Building up new innovation centers would relieve social strains in the existing centers such as mushrooming housing prices and traffic congestion. In effect, such a program would spread the benefits of new-economy growth more broadly into the white working class.

“Democrats have to speak to these people,” Ruy Teixeira, a political analyst who has tracked the demographic changes contributing to Democratic strength in recent decades, told Greg Sargent of the Washington Post just before election day. “They haven’t been doing well for decades.

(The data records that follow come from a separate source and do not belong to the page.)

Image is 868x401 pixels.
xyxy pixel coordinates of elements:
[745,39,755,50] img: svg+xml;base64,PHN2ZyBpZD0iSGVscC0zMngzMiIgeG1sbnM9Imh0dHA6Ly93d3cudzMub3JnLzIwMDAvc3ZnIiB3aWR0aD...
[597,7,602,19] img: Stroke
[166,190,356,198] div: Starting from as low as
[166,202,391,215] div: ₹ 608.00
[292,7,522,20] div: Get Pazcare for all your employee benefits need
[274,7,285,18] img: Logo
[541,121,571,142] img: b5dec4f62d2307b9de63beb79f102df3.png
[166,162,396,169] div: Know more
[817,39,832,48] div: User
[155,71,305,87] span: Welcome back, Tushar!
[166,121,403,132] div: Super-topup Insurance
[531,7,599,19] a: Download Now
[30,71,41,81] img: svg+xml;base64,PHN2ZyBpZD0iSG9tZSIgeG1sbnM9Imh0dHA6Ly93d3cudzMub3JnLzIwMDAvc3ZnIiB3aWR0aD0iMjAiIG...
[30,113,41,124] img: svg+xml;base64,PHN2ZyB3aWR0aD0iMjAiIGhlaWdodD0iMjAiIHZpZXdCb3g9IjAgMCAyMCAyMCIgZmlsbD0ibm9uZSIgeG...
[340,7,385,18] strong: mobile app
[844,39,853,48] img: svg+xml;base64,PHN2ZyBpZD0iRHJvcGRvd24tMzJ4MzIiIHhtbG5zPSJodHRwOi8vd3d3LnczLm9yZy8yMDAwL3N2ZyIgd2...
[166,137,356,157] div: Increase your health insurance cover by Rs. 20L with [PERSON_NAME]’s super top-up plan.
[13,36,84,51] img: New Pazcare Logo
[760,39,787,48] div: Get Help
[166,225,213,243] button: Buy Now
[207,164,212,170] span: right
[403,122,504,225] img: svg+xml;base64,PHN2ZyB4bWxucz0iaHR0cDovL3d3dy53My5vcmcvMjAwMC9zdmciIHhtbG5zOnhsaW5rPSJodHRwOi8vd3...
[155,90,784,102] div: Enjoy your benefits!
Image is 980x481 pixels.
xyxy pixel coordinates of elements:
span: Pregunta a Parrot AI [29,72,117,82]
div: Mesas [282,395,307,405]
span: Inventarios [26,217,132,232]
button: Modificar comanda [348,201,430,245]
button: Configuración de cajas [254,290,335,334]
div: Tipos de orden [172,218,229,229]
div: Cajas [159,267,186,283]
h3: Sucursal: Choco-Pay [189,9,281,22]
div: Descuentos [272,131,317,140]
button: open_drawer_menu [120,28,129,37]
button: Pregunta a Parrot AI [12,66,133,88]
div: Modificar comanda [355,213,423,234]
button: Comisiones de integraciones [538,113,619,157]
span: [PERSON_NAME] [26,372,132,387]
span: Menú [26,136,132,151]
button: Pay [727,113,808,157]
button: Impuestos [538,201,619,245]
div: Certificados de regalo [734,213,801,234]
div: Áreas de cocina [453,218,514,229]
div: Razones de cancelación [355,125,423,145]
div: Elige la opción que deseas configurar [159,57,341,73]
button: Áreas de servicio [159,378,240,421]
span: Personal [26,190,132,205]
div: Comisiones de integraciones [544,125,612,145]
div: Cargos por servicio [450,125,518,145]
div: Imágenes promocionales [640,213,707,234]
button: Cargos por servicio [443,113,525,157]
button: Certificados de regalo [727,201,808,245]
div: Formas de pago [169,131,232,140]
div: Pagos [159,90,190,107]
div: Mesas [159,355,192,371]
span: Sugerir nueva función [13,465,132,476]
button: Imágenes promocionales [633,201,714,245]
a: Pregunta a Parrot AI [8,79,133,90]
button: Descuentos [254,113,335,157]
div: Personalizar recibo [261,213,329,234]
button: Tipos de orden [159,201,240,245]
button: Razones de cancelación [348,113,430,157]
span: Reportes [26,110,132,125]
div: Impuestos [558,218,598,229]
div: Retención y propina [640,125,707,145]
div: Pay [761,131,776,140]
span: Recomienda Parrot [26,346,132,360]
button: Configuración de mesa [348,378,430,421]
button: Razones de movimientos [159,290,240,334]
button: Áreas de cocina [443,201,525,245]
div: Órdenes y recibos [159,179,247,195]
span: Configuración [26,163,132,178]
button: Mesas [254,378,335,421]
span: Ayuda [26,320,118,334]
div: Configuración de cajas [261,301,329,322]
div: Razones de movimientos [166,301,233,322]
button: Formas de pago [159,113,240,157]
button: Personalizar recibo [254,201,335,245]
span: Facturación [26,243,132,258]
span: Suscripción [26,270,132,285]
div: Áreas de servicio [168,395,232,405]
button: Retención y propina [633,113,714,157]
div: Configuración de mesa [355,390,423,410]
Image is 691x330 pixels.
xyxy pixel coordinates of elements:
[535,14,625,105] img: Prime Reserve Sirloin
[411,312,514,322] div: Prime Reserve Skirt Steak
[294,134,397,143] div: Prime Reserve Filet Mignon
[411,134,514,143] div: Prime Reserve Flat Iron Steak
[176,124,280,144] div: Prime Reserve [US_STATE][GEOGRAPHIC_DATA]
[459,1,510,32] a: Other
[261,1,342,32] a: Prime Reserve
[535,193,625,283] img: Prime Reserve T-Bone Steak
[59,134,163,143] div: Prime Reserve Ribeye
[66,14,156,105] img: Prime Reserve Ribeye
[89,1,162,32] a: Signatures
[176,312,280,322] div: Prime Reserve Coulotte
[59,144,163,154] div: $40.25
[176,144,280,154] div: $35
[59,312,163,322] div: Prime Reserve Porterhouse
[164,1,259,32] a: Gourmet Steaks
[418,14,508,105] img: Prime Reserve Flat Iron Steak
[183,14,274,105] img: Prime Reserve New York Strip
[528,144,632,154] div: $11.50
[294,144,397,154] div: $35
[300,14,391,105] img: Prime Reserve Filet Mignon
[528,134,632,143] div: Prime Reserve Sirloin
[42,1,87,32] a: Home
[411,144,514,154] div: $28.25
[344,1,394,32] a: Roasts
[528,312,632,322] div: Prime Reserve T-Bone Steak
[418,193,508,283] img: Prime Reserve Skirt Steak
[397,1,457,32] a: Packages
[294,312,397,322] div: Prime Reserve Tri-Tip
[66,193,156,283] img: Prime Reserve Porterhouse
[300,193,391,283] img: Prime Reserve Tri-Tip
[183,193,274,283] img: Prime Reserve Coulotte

Their communities have suffered declines, jobs problems, healthcare problems.”

Just because they’re disgruntled and voting Republican doesn’t mean their concerns should be dismissed. “You don’t need a message that will only appeal to the Rust Belt or only appeal to the Sun Belt,” Teixeira said. “You can run on a broad message that has appeal not only to persuadable members of the white working class in the Northern-tier swing states, but also has appeal to those voters in Southern states, to younger voters, to nonwhites all over the country.”

America’s economic divide presents a great opportunity for Biden to make good on his commitment to bringing the nation together. Defeating the politics of hate-mongering and resentment that Trump exploited to divide Americans has to start by recognizing that America is already divided along an economic line, and Job 1 has to be eradicating that line, for everybody’s good.